Statin at 36 months | 115 (88%) | 118 (89%) | NA | 0.38 |
Data are n (%) or n. TVF=target vessel failure. MI=myocardial infarction. PCI=percutaneous coronary intervention. CABG=coronary artery bypass graft surgery. SVG=saphenous vein aortocoronary bypass graft. NA=not applicable.
The p value has been calculated from the stratified log-rank test.
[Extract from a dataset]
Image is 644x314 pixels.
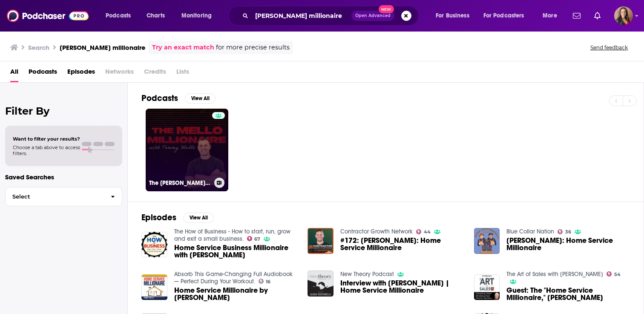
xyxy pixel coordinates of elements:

Analyses of the 12-month incidence of target vessel failure with non-cardiac death as a competing risk, target vessel or indeterminate myocardial infarction with any death as a competing risk, and target vessel revascularisation with any death as a competing risk showed no significant effects from stent assignment on any cause-specific hazard.
The between-group difference in the 12-month incidence of all-cause death, any myocardial infarction, definite or probable stent thrombosis, stroke, or other secondary outcomes was not significant (table 2; appendix).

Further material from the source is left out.